Both the function Test in Listing 1 and the Lambda expression in Listing 2 work the same way: Pass in a string and the length will be compared to a string length of 5. It’s clear how you use Test. It may not be clear how you use the equivalent Lambda expression.

Lambda expressions were designed to support LINQ and also a dynamic kind of programming where behaviors are pluggable. What I mean is that you can pass a Lambda expression around as easily as you pass data around. This means you could, in effect, change the behavior of code at runtime by changing the executable Lambda expression used. To call the Lambda expression in Listing 2, you need to assign it to a variable. You can explicitly use the Generic Func(Of T, U) type or let the VB9 compiler resolve to Generic Func(Of T, U) by using the new anonymous type capability. Listing 3 demonstrates how to assign and use a Lambda expression as an anonymous type.
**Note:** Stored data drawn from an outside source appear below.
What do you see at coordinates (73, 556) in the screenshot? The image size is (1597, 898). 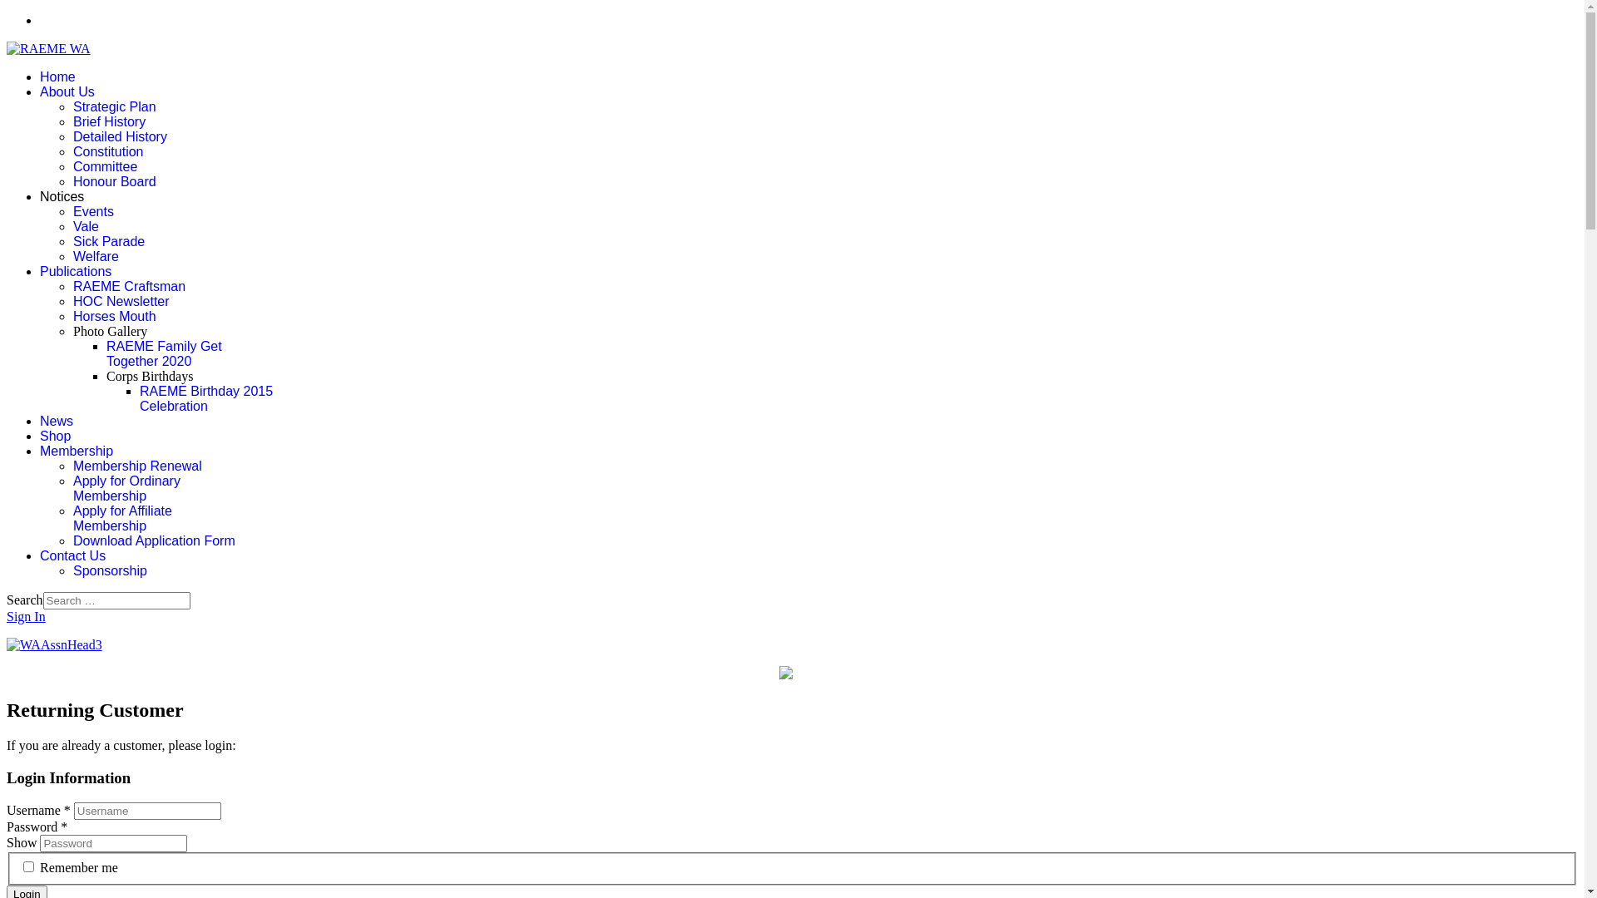 I see `Contact Us` at bounding box center [73, 556].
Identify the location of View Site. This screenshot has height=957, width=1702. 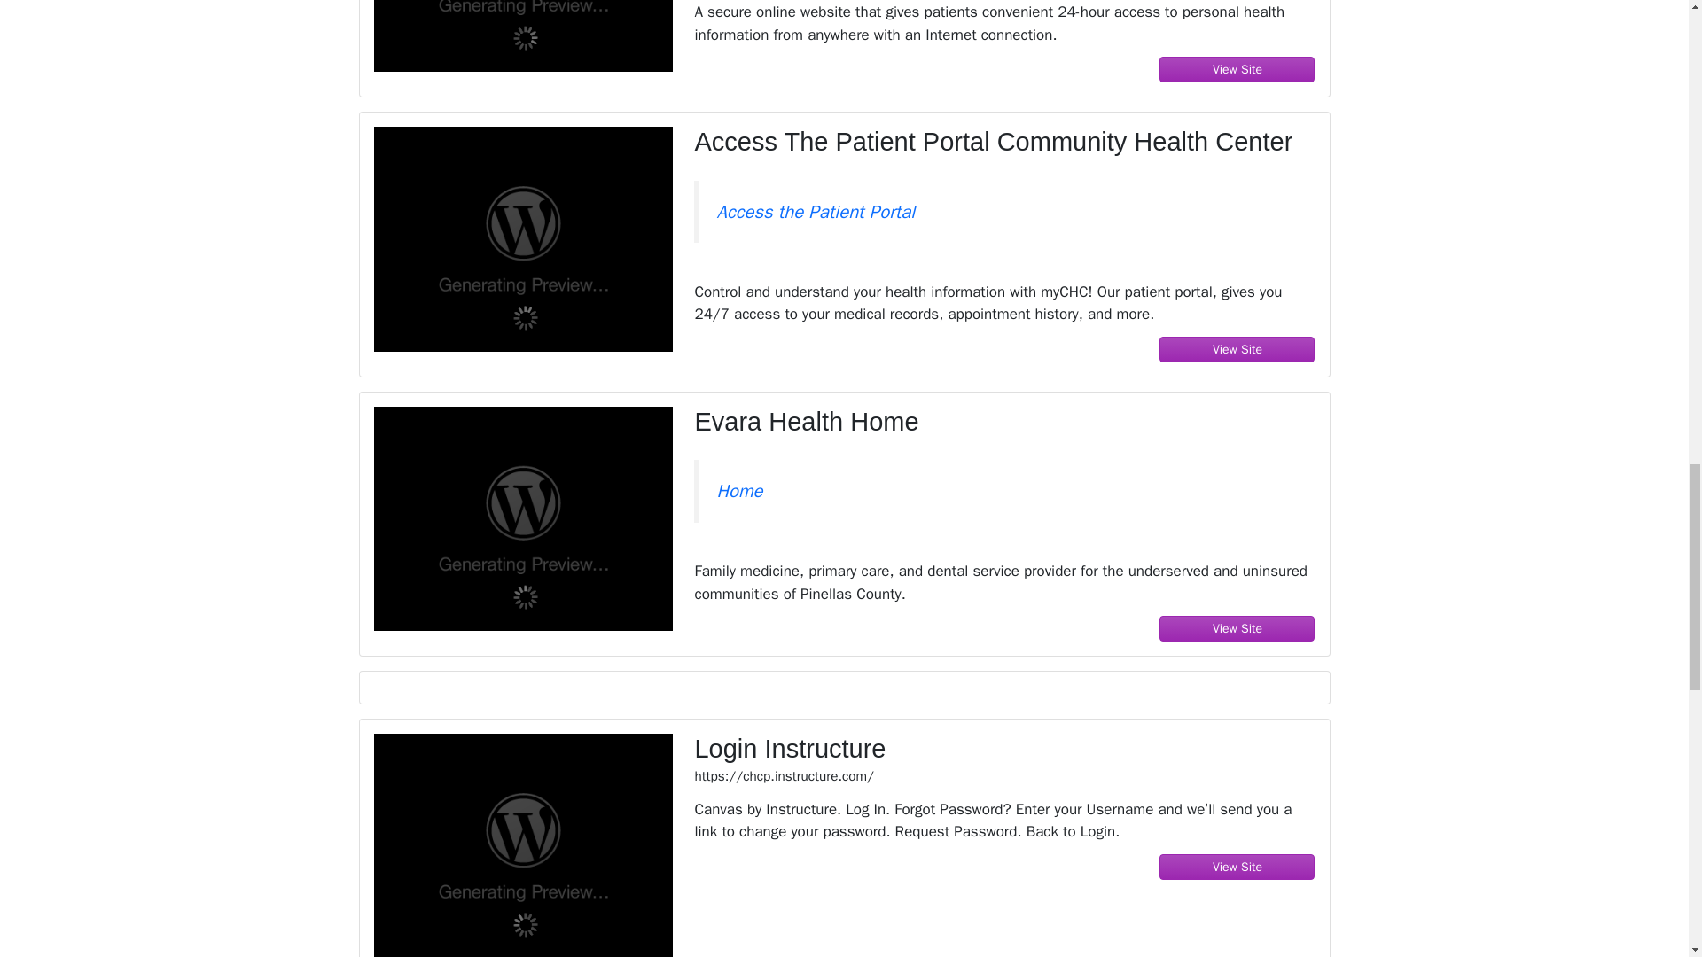
(1237, 349).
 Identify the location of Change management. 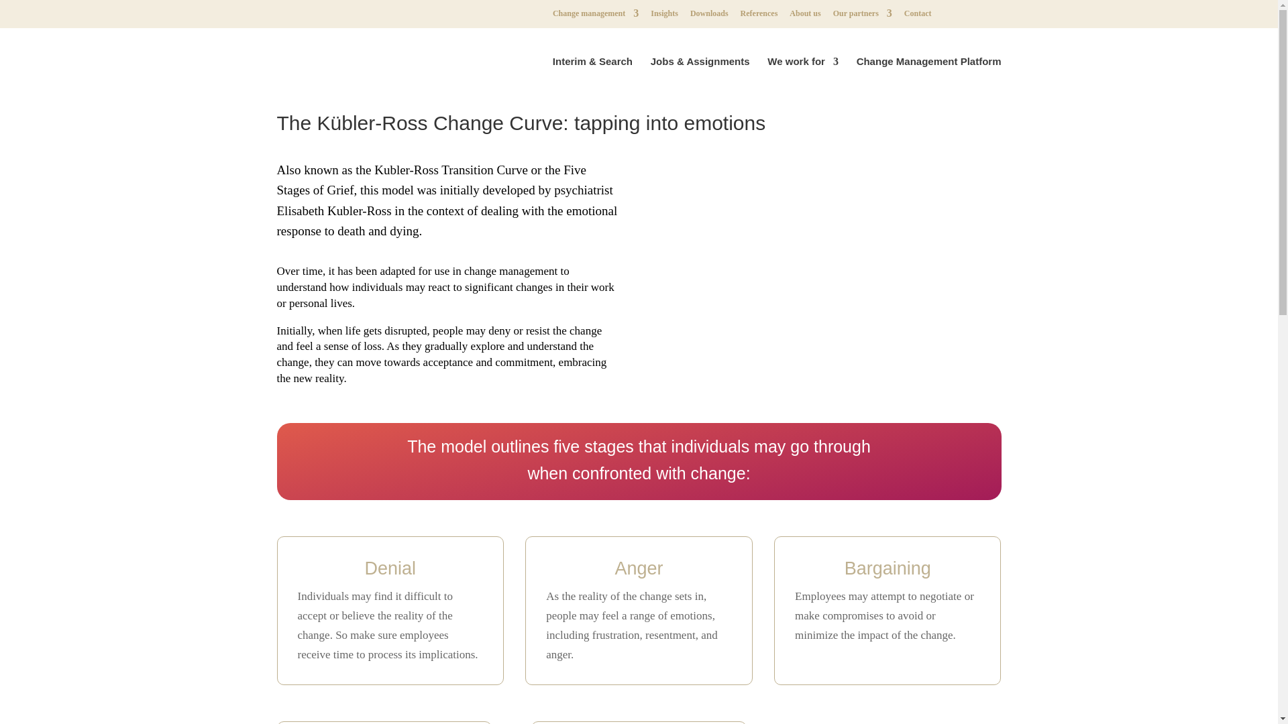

Listing 3: Assigning a Lambda expression to an anonymous type and invoking the behavior.

Module Module1

   Sub Main()

      Dim Lambda_Function = Function(s) s.Length = 5

      Console.WriteLine(Lambda_Function("Hello"))
      Console.ReadLine()
   End Sub

End Module

In the sample the Lambda expression, Function(s) s.Length = 5 is invoked like a regular function although the instance Lambda_Function. Lambda_Function is emitted as an instance of the generic Func(Of String, Integer).